189208 Developing a New Interdisciplinary Paradigm: Epidemiological Criminology at the Crossroad

Monday, October 27, 2008: 12:35 PM

Timothy A. Akers, MS, PhD , School of Community Health and Policy, Morgan State University, Baltimore, MD
The sciences of epidemiology and public health and the sciences of criminology and criminal justice have long overlapped in their relationship to one another. While behavioral and biomedical scientists have studied aberrant behavior and its root causes, the processes in investigating a crime, and the many psychological, social, environmental, and ecological factors that contribute to deviant behavior or its antecedents—there continues to exist fragmented theories that directly skirt this scientific overlap between epidemiology/public health and criminology/criminal justice. Public health, as a discipline, has evolved its lexicon of terminology to include “violence epidemiology”, “forensic epidemiology”, and “Injury Epidemiology”, among others. However, to date, this fragmentation has left epidemiologists and criminologists, from varying theoretical perspectives, vying for a coherent framework in which both sciences can eventually emerge to create a viable paradigm in which scientists, practitioners, educators, and students can advance new bodies of research in a scientific field such as “Epidemiological Criminology”. This panel will serve as the first scientific forum to raise the “Epidemiological Criminology” paradigm as an umbrella theory that incorporates the many contextual and empirical methods, models, and techniques used across various disciplines. Such disciplines may include psychology, sociology, social work, nursing, medicine, forensics, information sciences generally and informatics specifically, environmentalism, epidemiology, and criminology, among many others. It is through a coherent paradigm when the scientific community will better understand such issues as human rights, intentional injury, mental health, violence, substance abuse, recidivism, and (bio)terrorism, among others.

Learning Objectives:
1. To increase the knowledge of participants around interdisciplinary methods, models, theories, and statistics used in the behavioral and biomedical sciences of epidemiology and criminology. 2. To increase the knowledge of participants to better understand the value of a mixed methods approach to contextual theories while also including empirical theories of aberrant behavior across epidemiological and criminological paradigms.

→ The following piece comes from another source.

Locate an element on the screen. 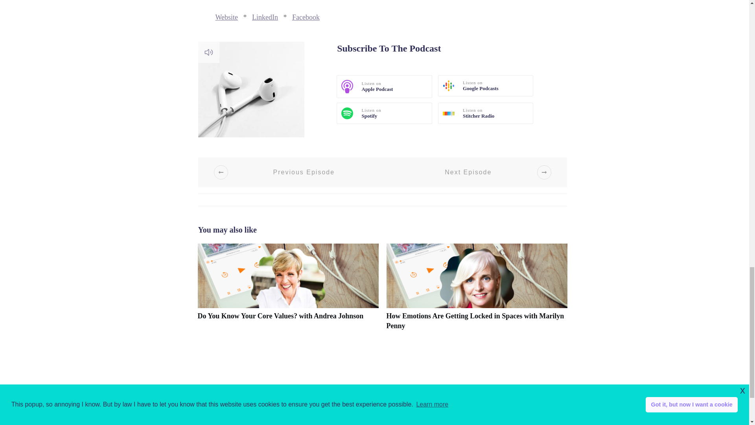 The width and height of the screenshot is (755, 425). How Emotions Are Getting Locked in Spaces with Marilyn Penny is located at coordinates (475, 321).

Presenting author's disclosure statement:

Qualified on the content I am responsible for because: For the past 27 years, I have been either an educator and/or practitioner in both public health and the criminal justice system. For many years, while in academia, local government, and the federal government, I have organized national panels around similar topics. Moreover, I have supervised national conferences and meetings while in academia and while serving as a Senior Behavioral Scientist for the U.S. Centers for Disease Control and Prevention (CDC), Atlanta, Georgia.
Any relevant financial relationships? No

I agree to comply with the American Public Health Association Conflict of Interest and Commercial Support Guidelines, and to disclose to the participants any off-label or experimental uses of a commercial product or service discussed in my presentation.